My Glasses, I Can't See Without My Glasses

This blog is for my students, who through poverty or vanity fail to don the proper eyewear. I have chosen to write it in the largest font possible so that they may see it without squinting and leaving nose-prints on the monitors.

With monolithic mounds of anecdotal evidence and casual observation I have come to the conclusion that most, if not all, educational problems could be solved with glasses. Using my SmartBoard as an impromptu Snellen eye chart (That thing with the big E on top) I noticed that the desks in the classroom would slowly creep towards the front piled like bones outside a bear cave.

I work in an alternative program servicing students who have fallen behind in the traditional school setting. My hypothesis is that if these students had been properly diagnosed with visual deficiencies at an early age their entire academic career would be rewritten. Using generous helping of relativity, unified string theory, and the butterfly effect I plan on going back in time and distributing used eyewear that I have been squirreling away in the trunk of my car. Numerous scientific studies and great works of literature support both the reliability of time travel and the likelihood that glasses miraculously cure all educational woes.

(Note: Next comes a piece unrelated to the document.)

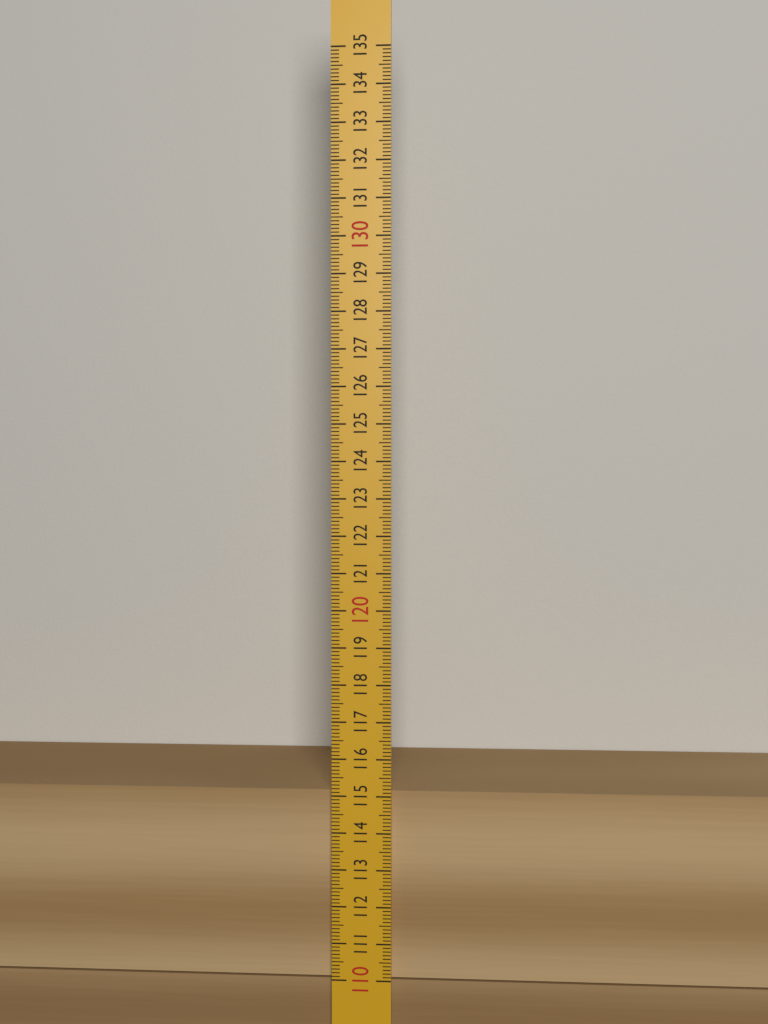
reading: 115.1 (no unit)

I would like to discuss the case of Rick “Wild Thing” Vaughn. Many of you may recognize that name as the star pitcher (Charlie Sheen) for the hapless Cleveland Indians in the movie Major League. This character merely exemplifies events that play out almost everyday in professional sports. Athletes with inordinate amounts of raw talent are miraculously turned into superstars when their coaches hand them a pair of glasses. They are the original performance enhancers. In Cooperstown there is a plaque, situated between Mordecai “Three Finger” Brown and “Shoeless” Joe Jackson, honoring “Lefty” “Slim” “Four-Eyes” Jones. Jones, whose first name is lost to history, was the first player to cross the eye-line. Until he was signed by the Dover Hawks no other player in professional baseball had worn glasses.

Due to my apparent lack of interest in scientific studies I would like to delve into another classic of American literature, Scooby Doo, Where Are You. A key member of an investigative team, Velma Dinkley donned spectacles to connote her obvious intellectual superiority. However, some contrivance of the plot would cause her to lose her glasses momentarily in order to nullify the distinct advantage she had over the masked baddy du jour. Her catch phrase, “My glasses, I can’t see with out my glasses,” is an obvious metaphor in which her glasses represent her investigative ability that allows her to “see” the true culprit. Invariably she would get her glasses back and save the day.

So it should be intuitively obvious to the casual observer, and I am admittedly more casual than most, that glasses fix everything. This is why I am proposing a massive government program that will insure that each student is provide with a pair of spectacles. If these ocular devises are bundled with a laptop computer and a massive surge in funding, then I will have no need of visual enhancements to foresee a substantial increase in student success.